Google Invests in Atlanta’s Black Entrepreneurs
Google for Startups, the tech giant’s entrepreneur wing, will invest in a host of Black entrepreneurs in Atlanta, as part of the company’s $5 million Black Founders Fund.
Thirty-five of the Fund’s 76 recipients are based in the Georgia city, by far the most in any US metro area. The group will be awarded a total $2.3m of the nationwide investment – a move one entrepreneur described as “game-changing.”
“Oftentimes Black founders face a triple whammy of not having a friends and family round (of funding), not having lots of savings and then not experiencing a lot of success attempting to access funding from venture capital,” Carolyn Pitt, founder of TV and film firm Connx, told the Atlanta Business Chronicle.
The funding, which will total around $100,000 per recipient startup, will not give Google a stake in any company. Mentoring and Google services credits will accompany the cash injections.
This June, deep into lockdowns across the US, the National Bureau of Economic Research reported that 41% of Black-owned small businesses would not survive the COVID-19 pandemic – higher than the 35% of small businesses lost nationwide.
It followed news of greater numbers of Black casualties amid the crisis, which has, alongside the #BlackLivesMatter movement exposed yawning racial inequalities in healthcare, policing and other societal areas.
Yet Atlanta—a city of 500,000 people that is majority Black—appears to have performed well. An August survey found that 75% of Black-owned businesses saw an increase in sales since the beginning of summer.
With more money invested into the city’s vibrant tech scene, statistics should continue to improve, and add to a stable of promising companies including Secureworks, IMEDX and Aware Software.
“We saw (the fund) as an opportunity to bring resources and make sure that Black founders in our network were able to sustain through the year and also had access to even more resources and goodness from Google,” said Jewel Burks Solomon, Google for Startups’ US lead.
“I think the world is just starting to take notice that Atlanta is a vibrant and growing tech ecosystem and hub,” added Pitt.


§ **Task directions**
Transcribe exactly the stretch of lines beginning at the one containing "pixels, height=347 pixels." and closing with the last line of the entries below. Omit images.

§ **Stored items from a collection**
◇ ◇ ◇

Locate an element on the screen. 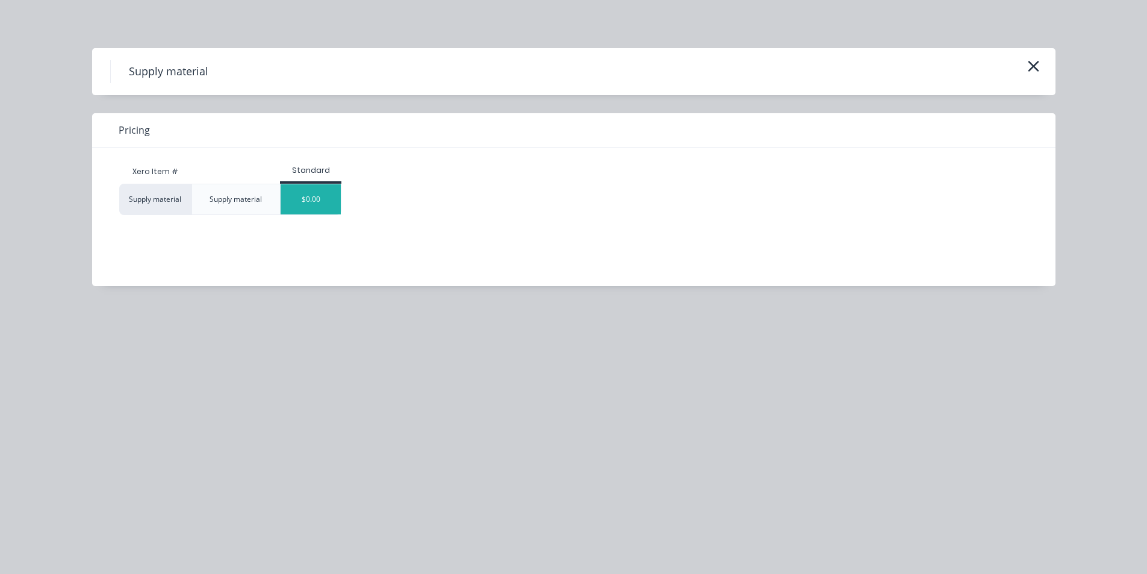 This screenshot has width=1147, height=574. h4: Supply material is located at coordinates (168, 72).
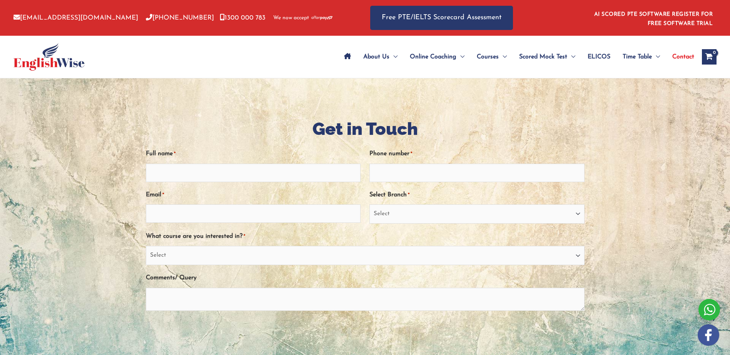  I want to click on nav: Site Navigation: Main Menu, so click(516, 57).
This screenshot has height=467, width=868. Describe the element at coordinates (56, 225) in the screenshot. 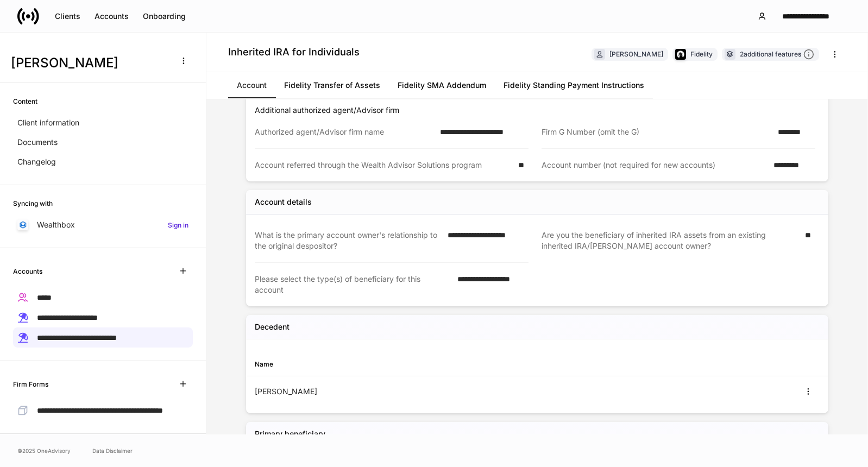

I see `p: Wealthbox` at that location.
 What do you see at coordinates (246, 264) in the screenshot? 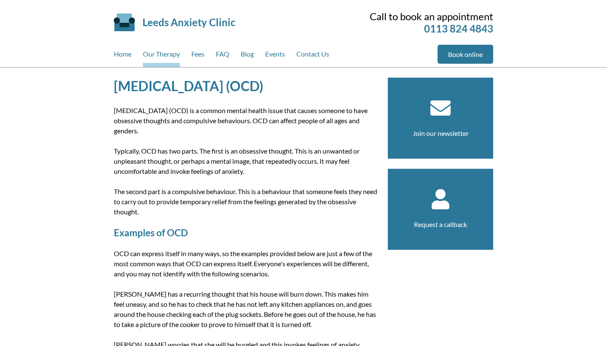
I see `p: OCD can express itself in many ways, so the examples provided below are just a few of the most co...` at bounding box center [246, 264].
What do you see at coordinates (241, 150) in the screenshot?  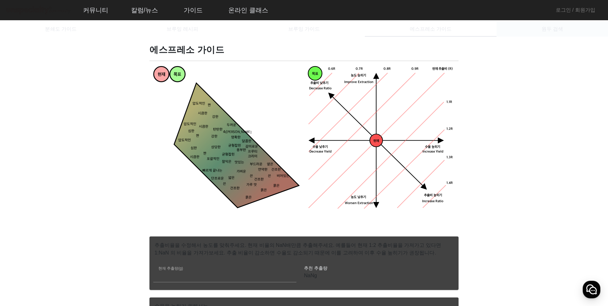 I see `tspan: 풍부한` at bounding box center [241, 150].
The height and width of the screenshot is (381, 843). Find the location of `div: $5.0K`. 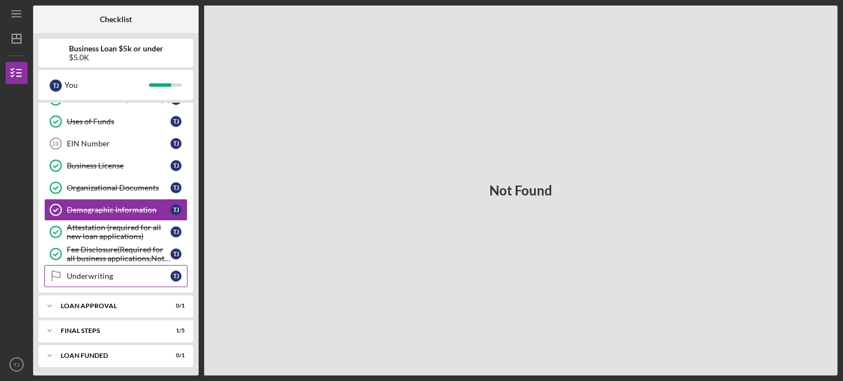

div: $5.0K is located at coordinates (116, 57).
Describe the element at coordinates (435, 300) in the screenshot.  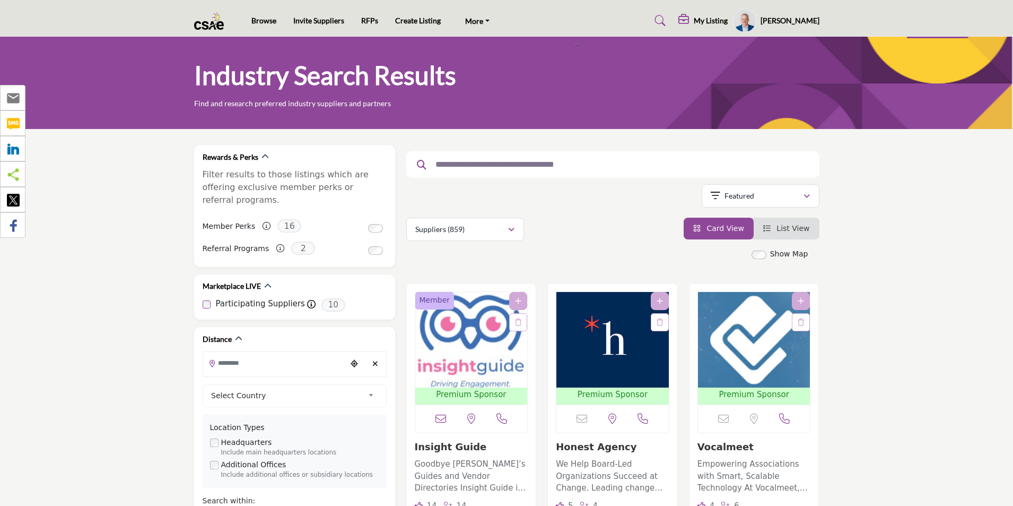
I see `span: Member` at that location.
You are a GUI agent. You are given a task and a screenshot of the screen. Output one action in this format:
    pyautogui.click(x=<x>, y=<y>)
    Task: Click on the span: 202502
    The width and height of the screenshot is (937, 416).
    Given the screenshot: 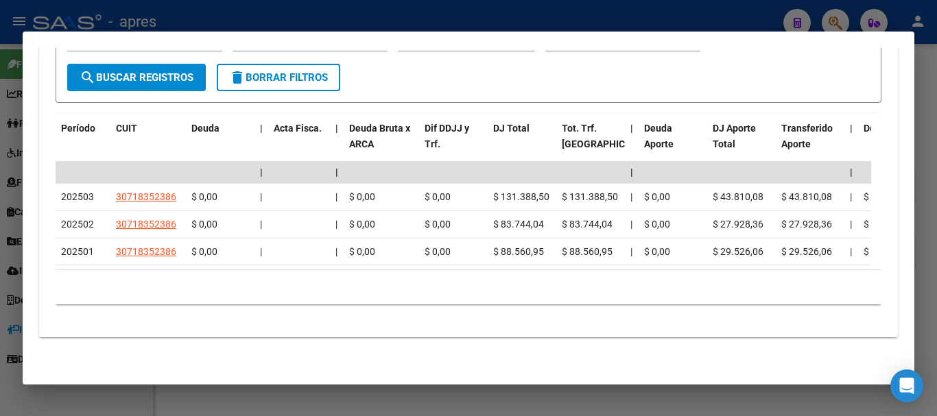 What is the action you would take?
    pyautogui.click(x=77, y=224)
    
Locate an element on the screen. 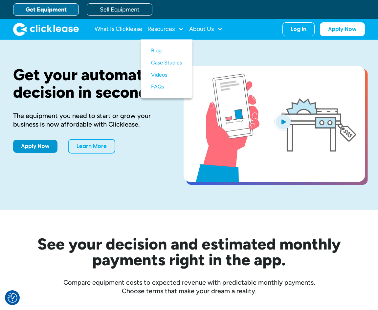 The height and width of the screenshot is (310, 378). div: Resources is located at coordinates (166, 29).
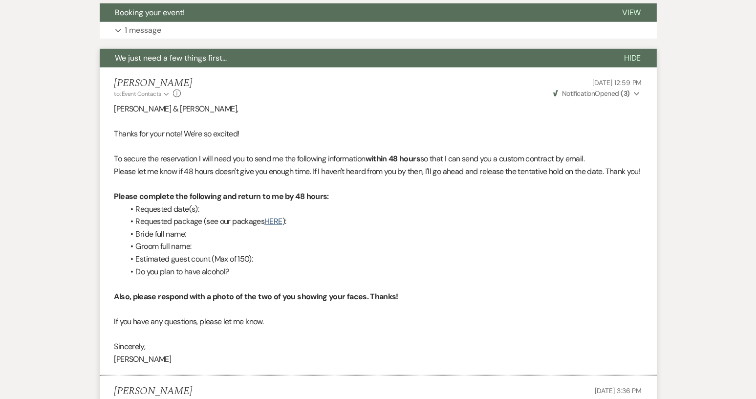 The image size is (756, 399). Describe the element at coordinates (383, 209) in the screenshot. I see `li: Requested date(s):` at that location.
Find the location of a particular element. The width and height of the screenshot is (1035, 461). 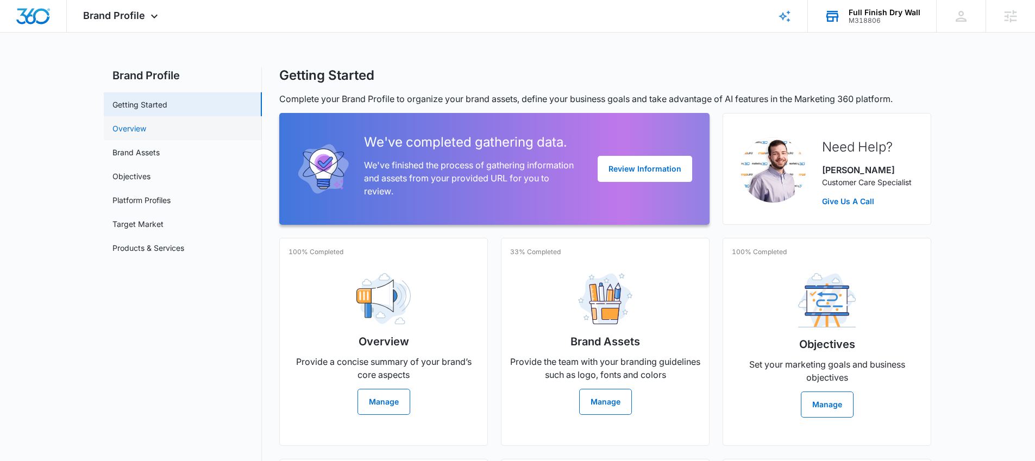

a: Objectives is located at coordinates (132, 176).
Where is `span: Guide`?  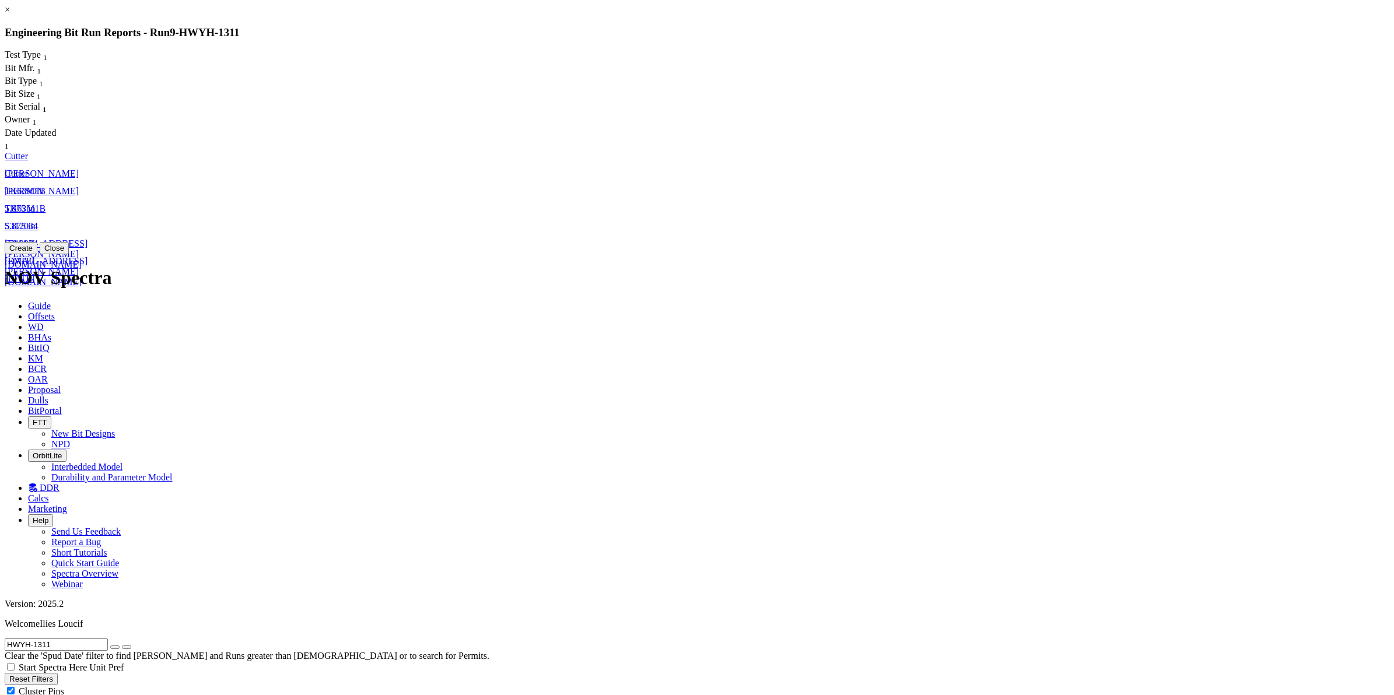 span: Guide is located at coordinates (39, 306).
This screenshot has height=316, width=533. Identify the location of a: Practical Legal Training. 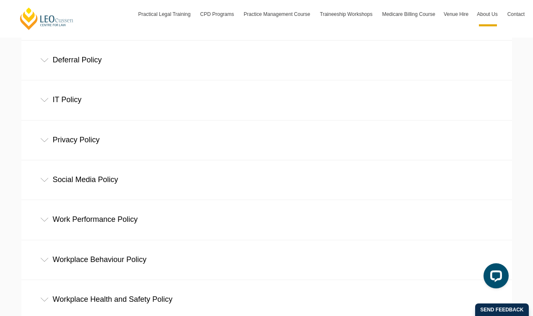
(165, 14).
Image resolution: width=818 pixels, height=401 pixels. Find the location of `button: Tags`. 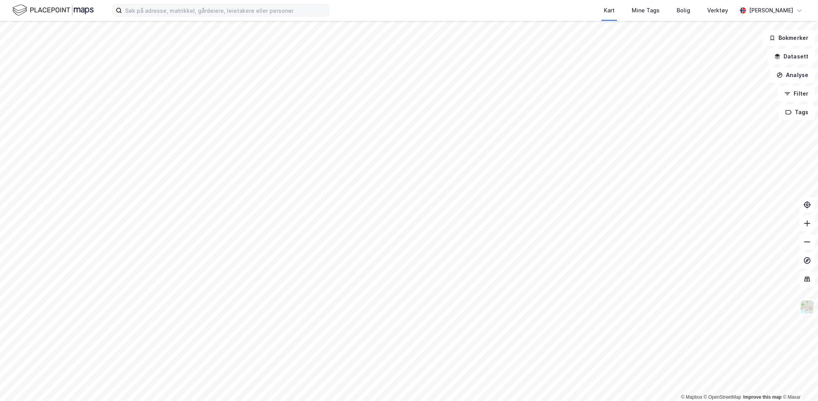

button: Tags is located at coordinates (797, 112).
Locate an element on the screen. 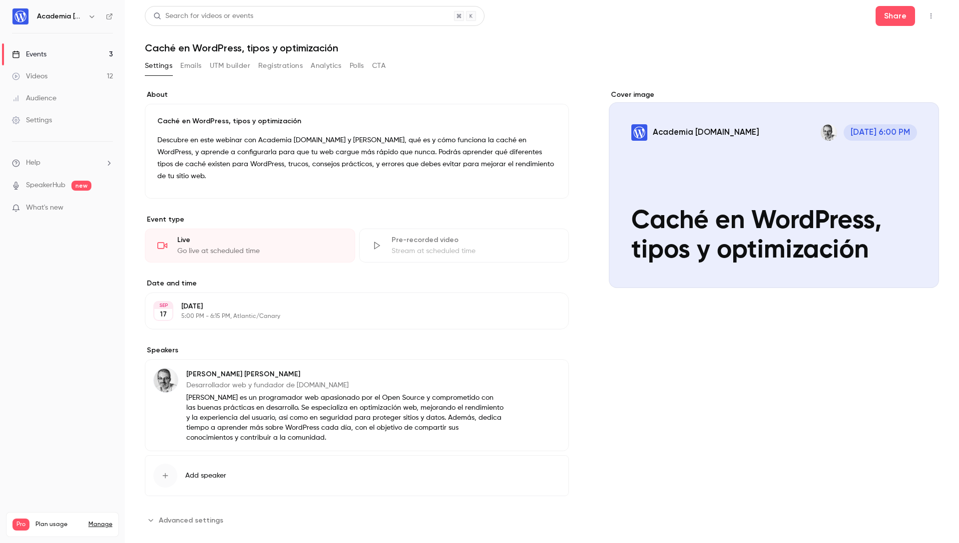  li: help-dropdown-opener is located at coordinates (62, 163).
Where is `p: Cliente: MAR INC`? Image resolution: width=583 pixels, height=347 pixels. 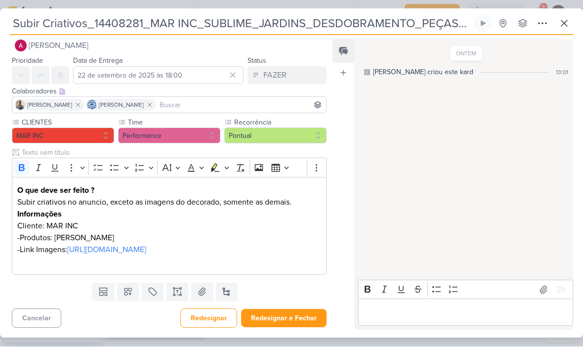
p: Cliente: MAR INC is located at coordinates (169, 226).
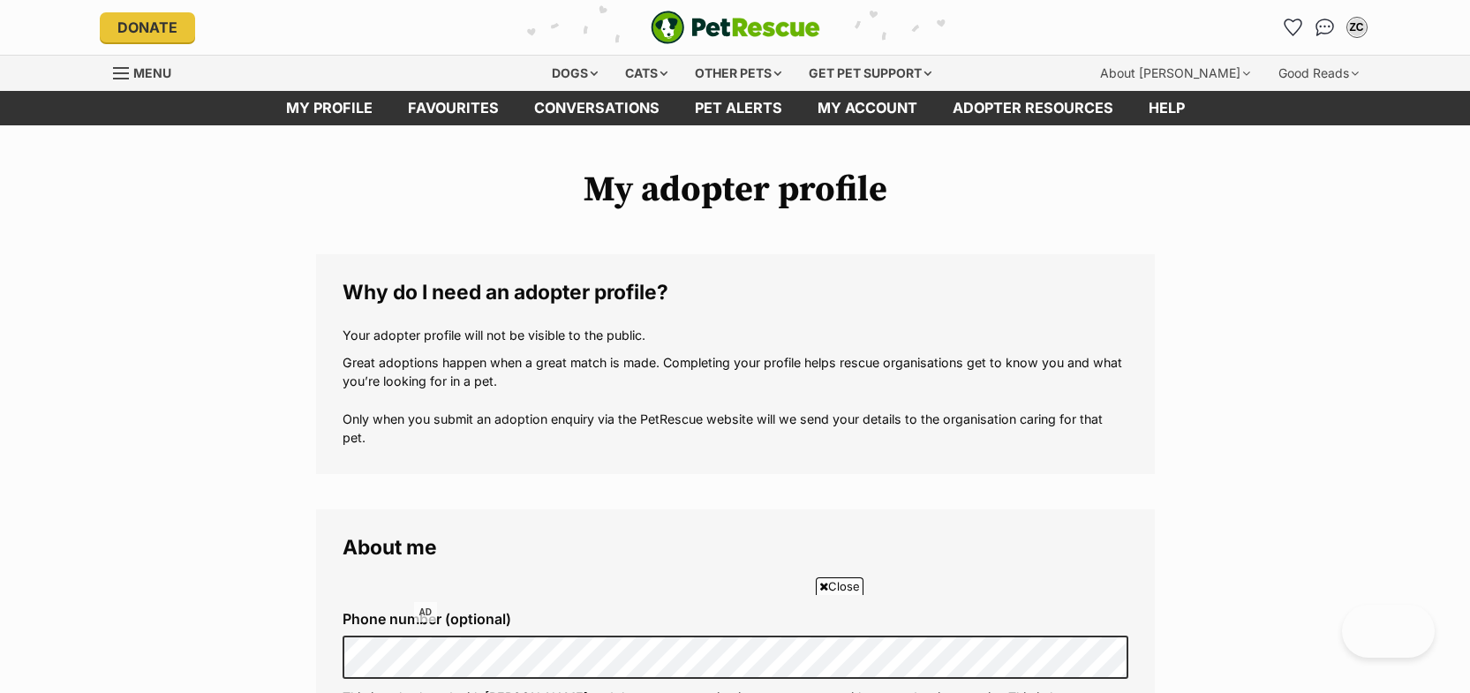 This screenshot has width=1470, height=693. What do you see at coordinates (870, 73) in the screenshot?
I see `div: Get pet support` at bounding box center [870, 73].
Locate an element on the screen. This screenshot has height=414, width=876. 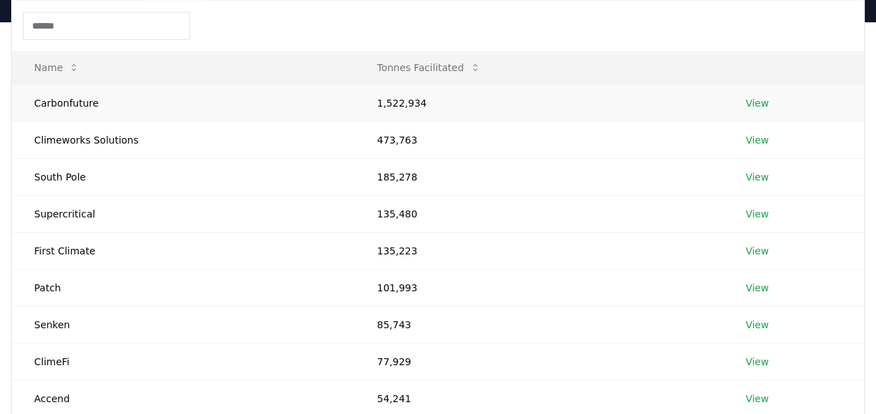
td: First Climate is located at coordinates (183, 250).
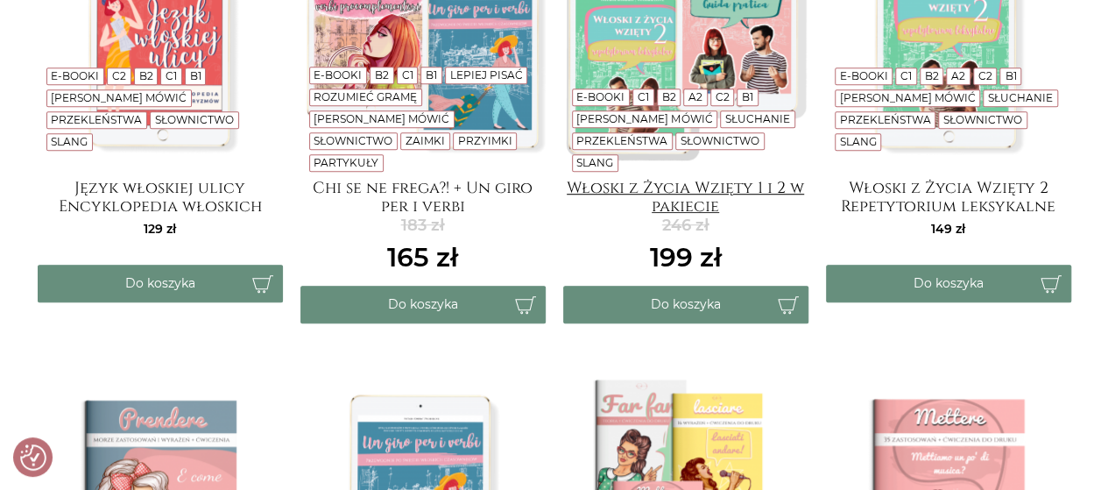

◇ ◇ ◇

§ **Result of this task**
Where is `p: Cliente: MAR INC`? Image resolution: width=583 pixels, height=347 pixels. 
p: Cliente: MAR INC is located at coordinates (169, 226).
 This screenshot has width=1470, height=693. What do you see at coordinates (870, 73) in the screenshot?
I see `div: Get pet support` at bounding box center [870, 73].
Locate an element on the screen. This screenshot has height=414, width=876. 
td: First Climate is located at coordinates (183, 250).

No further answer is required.